Coffee v. Groover (1887), 123 U. S. 1.

While the court announced and enforced in this case the rule above stated, it made the following observation, obiter:

"This is the general rule. Circumstances may possibly exist which would make valid the grants of a government de facto; as, for example, where they contravene no other rights. Grants of public domain made by Napoleon as sovereign de facto of France, may have had a more solid basis of legality than similar grants made by him as sovereign de facto of a Prussian province, derogatory to the rights of the Government and King of Prussia."

"When a colony is in revolt, and before its independence has been acknowledged by the parent country, the colonial territory belongs, in the sense of revolutionary right, to

Insurrection and

revolt. the former, and in that of legitimacy, to the latter. It

would be monstrous to contend that in such a contingency the colonial territory is to be treated as derelict, and subject to voluntary acquisition by any third nation. That idea is abhorrent to all the notions of right which constitute the international code of Europe and America. "And yet the assumption that, pending a war of colonial revolution, all territorial rights of both parties to the war become extinguished and the colonial territory is open to seizure by anybody, is the foundation of most of the disputed pretensions of Great Britain in Central America."

Mr. Marcy, Sec. of State, to Mr.

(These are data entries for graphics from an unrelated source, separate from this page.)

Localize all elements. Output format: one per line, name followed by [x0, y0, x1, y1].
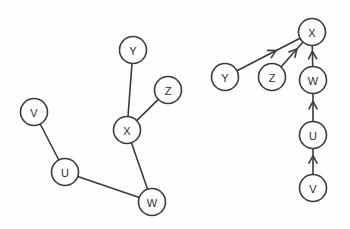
node-label-y: Y: [129, 45, 137, 57]
edge-v-u: [40, 124, 59, 160]
edge-x-y: [128, 63, 132, 116]
node-label-v: V: [30, 107, 38, 119]
node-u[interactable]: U: [300, 122, 327, 149]
node-y[interactable]: Y: [212, 64, 239, 91]
node-label-z: Z: [165, 85, 172, 97]
node-w[interactable]: W: [139, 189, 166, 216]
node-x[interactable]: X: [114, 117, 141, 144]
graph-canvas: VUWXYZXYZWUV: [0, 0, 350, 229]
node-x[interactable]: X: [299, 19, 326, 46]
edges-layer: [40, 38, 317, 197]
node-label-y: Y: [221, 72, 229, 84]
edge-u-w: [78, 176, 139, 197]
node-label-u: U: [309, 130, 317, 142]
graph-figure: VUWXYZXYZWUV: [0, 0, 350, 229]
node-w[interactable]: W: [300, 67, 327, 94]
node-label-w: W: [147, 197, 158, 209]
edge-x-z: [137, 99, 159, 120]
node-z[interactable]: Z: [155, 77, 182, 104]
node-y[interactable]: Y: [120, 37, 147, 64]
node-label-v: V: [309, 183, 317, 195]
node-label-u: U: [61, 167, 69, 179]
node-label-z: Z: [269, 72, 276, 84]
edge-w-x: [131, 143, 147, 189]
node-label-x: X: [123, 125, 131, 137]
node-z[interactable]: Z: [259, 64, 286, 91]
node-label-x: X: [308, 27, 316, 39]
node-v[interactable]: V: [21, 99, 48, 126]
node-u[interactable]: U: [52, 159, 79, 186]
node-label-w: W: [308, 75, 319, 87]
node-v[interactable]: V: [300, 175, 327, 202]
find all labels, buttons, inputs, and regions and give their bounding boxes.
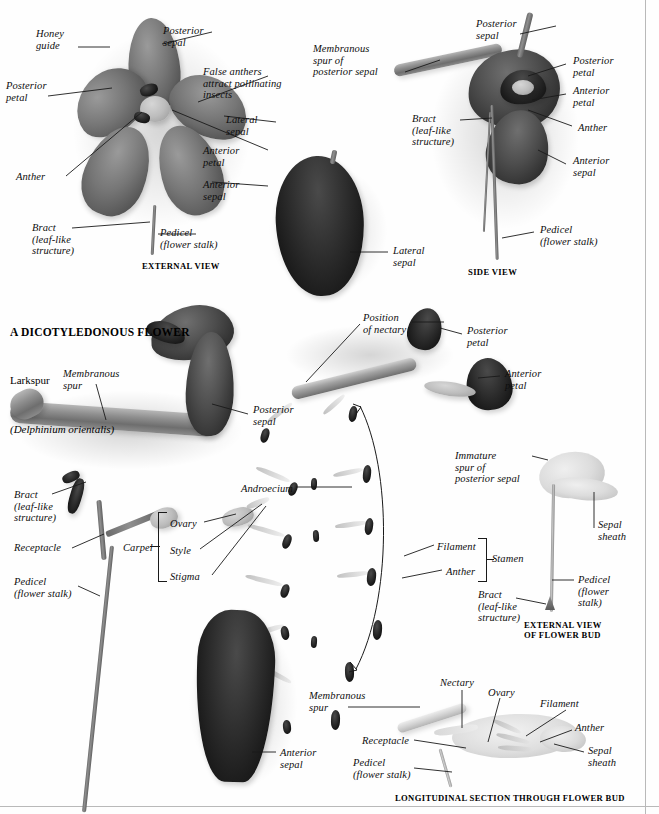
label-bract-receptacle: Bract (leaf-like structure): [14, 489, 56, 524]
art-posterior-sepal-tip-side-view: [517, 12, 534, 58]
art-receptacle-stalk: [96, 500, 106, 560]
lateral-sepal-shadow: [268, 165, 388, 295]
art-side-view-anterior-sepal: [481, 105, 555, 189]
art-bract-tip: [61, 469, 82, 485]
caption-external-view-of-flower-bud: EXTERNAL VIEW OF FLOWER BUD: [524, 620, 602, 640]
label-membranous-spur: Membranous spur: [63, 368, 119, 391]
art-pedicel-long: [82, 546, 114, 813]
label-receptacle: Receptacle: [14, 542, 61, 554]
page-right-rule: [645, 0, 646, 814]
label-anterior-sepal-ev: Anterior sepal: [203, 179, 239, 202]
label-anterior-petal-specimen: Anterior petal: [505, 368, 541, 391]
caption-side-view: SIDE VIEW: [468, 267, 517, 277]
label-receptacle-ls: Receptacle: [362, 735, 409, 747]
art-ls-membranous-spur: [396, 702, 468, 734]
label-membranous-spur-of-posterior-sepal: Membranous spur of posterior sepal: [313, 43, 378, 78]
art-pedicel-side-view: [490, 105, 498, 260]
label-posterior-petal-sv: Posterior petal: [573, 55, 614, 78]
art-anther-centre-1: [139, 82, 160, 99]
label-anther-sv: Anther: [578, 122, 607, 134]
art-false-anthers: [140, 96, 170, 122]
label-posterior-petal-specimen: Posterior petal: [467, 325, 508, 348]
label-filament-ls: Filament: [540, 698, 579, 710]
art-ls-body: [451, 712, 578, 760]
label-sepal-sheath-ls: Sepal sheath: [588, 745, 616, 768]
label-anther-ls: Anther: [575, 722, 604, 734]
art-ls-filament-1: [492, 718, 521, 735]
plate-title-line1: A DICOTYLEDONOUS FLOWER: [10, 326, 190, 338]
art-ls-pedicel: [439, 748, 453, 787]
art-anterior-sepal-specimen: [193, 609, 277, 784]
label-pedicel-bud: Pedicel (flower stalk): [578, 574, 610, 609]
label-lateral-sepal-ev: Lateral sepal: [226, 114, 258, 137]
label-lateral-sepal-specimen: Lateral sepal: [393, 245, 425, 268]
art-posterior-petal-specimen: [290, 357, 417, 401]
label-false-anthers: False anthers attract pollinating insect…: [203, 66, 282, 101]
label-bract-ev: Bract (leaf-like structure): [32, 222, 74, 257]
botanical-plate-page: A DICOTYLEDONOUS FLOWER Larkspur (Delphi…: [0, 0, 659, 814]
label-bract-bud: Bract (leaf-like structure): [478, 589, 520, 624]
art-ls-filament-2: [496, 732, 530, 745]
art-posterior-sepal-body: [184, 331, 236, 437]
art-anterior-sepal-right: [146, 117, 234, 224]
label-ovary-ls: Ovary: [488, 687, 515, 699]
page-bottom-rule: [0, 806, 659, 807]
label-style: Style: [170, 545, 191, 557]
stamen-bracket: [478, 538, 487, 582]
art-ls-nectary: [434, 723, 479, 737]
caption-external-view: EXTERNAL VIEW: [142, 261, 220, 271]
art-anterior-sepal-left: [71, 117, 163, 226]
label-anterior-petal-ev: Anterior petal: [203, 145, 239, 168]
art-side-view-false-anthers: [512, 80, 534, 95]
label-membranous-spur-ls: Membranous spur: [309, 690, 365, 713]
art-receptacle-arm: [105, 509, 165, 538]
label-stigma: Stigma: [170, 571, 200, 583]
androecium-arc: [320, 400, 400, 675]
art-anther-centre-2: [133, 110, 151, 125]
label-immature-spur: Immature spur of posterior sepal: [455, 450, 520, 485]
art-anterior-petal-claw: [423, 378, 476, 399]
label-filament: Filament: [437, 541, 476, 553]
label-bract-sv: Bract (leaf-like structure): [412, 113, 454, 148]
art-flower-bud-sheath: [547, 474, 619, 503]
art-lateral-sepal-specimen: [272, 154, 367, 298]
art-side-view-inner: [498, 68, 547, 107]
label-pedicel-ls: Pedicel (flower stalk): [353, 757, 411, 780]
art-bract-side-view: [483, 112, 491, 232]
label-posterior-petal-ev: Posterior petal: [6, 80, 47, 103]
caption-longitudinal-section: LONGITUDINAL SECTION THROUGH FLOWER BUD: [395, 793, 625, 803]
art-bract-blade: [65, 477, 86, 515]
label-posterior-sepal-sv: Posterior sepal: [476, 18, 517, 41]
plate-title-line3: (Delphinium orientalis): [10, 423, 190, 436]
label-carpel: Carpel: [123, 542, 153, 554]
carpel-bracket: [158, 512, 167, 582]
label-anterior-sepal-sv: Anterior sepal: [573, 155, 609, 178]
art-flower-bud-head: [536, 448, 608, 503]
art-carpel-ovary: [220, 504, 255, 529]
art-side-view-body: [463, 44, 565, 134]
art-pedicel-external-view: [151, 205, 157, 255]
label-sepal-sheath-bud: Sepal sheath: [598, 519, 626, 542]
art-posterior-petal-head: [403, 305, 446, 354]
label-anterior-petal-sv: Anterior petal: [573, 85, 609, 108]
label-pedicel-sv: Pedicel (flower stalk): [540, 224, 598, 247]
label-stamen: Stamen: [492, 553, 524, 565]
label-anther-androecium: Anther: [446, 566, 475, 578]
label-posterior-sepal-spur: Posterior sepal: [253, 404, 294, 427]
art-ls-filament-3: [498, 745, 534, 752]
label-nectary: Nectary: [440, 677, 474, 689]
label-ovary: Ovary: [170, 518, 197, 530]
label-pedicel-spur: Pedicel (flower stalk): [14, 576, 72, 599]
label-anterior-sepal-specimen: Anterior sepal: [280, 747, 316, 770]
label-anther-ev: Anther: [16, 171, 45, 183]
label-androecium: Androecium: [241, 483, 293, 495]
art-carpel-style: [246, 496, 271, 511]
art-lateral-sepal-left: [62, 54, 160, 149]
label-honey-guide: Honey guide: [36, 28, 64, 51]
art-flower-bud-pedicel: [550, 484, 555, 612]
label-position-of-nectary: Position of nectary: [363, 312, 406, 335]
art-membranous-spur-side-view: [393, 43, 503, 78]
label-pedicel-ev: Pedicel (flower stalk): [160, 227, 218, 250]
art-flower-bud-bract: [545, 596, 555, 610]
label-posterior-sepal-ev: Posterior sepal: [163, 25, 204, 48]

Dallas, July 26, 1856, MS. Instr. Great Britain,
XVII. 11, 12.

"It is the duty of foreigners to avoid all interference under such circumstances [in cases of civil war], and to submit to the power which exercises jurisdiction over the places where they resort, and, while thus acting, they have a right to claim protection, and also to be exempted from all vexatious interruption, when the ascendancy of the parties is temporarily changed by the events of the contest. Undoubtedly the considerations you urge respecting the true character of an armed opposition to a government are entitled to much weight. There may be local insurrections, armed opposition to the laws, which carry with them none of the just consequences recognized by the law of nations as growing out of a state of civil war. No fixed principle can be established upon this subject, because much depends upon existing circumstances. Cases, as they arise, must be determined by the facts which they present; and the avowed objects of the parties, their relative strength, the progress they respectively make, and the extent of the movement, as well as other circumstances, must be taken into view.

"While contending parties are carrying on a civil war those portions of the country in the possession of either of them become subject to its jurisdiction, and the persons residing there owe to it temporary obedience. But when such possession is changed by the events of the war and the other party expels its opponents, the occupation it acquires carries with it legitimate authority, and the right to assume and exercise the functions of the government. But it carries with it no right, so far, at any rate, as foreigners are concerned, to give a retroactive effect to its measures and expose them to penalties and punishments and their property to forfeiture for acts which were lawful and approved by the existing government when done."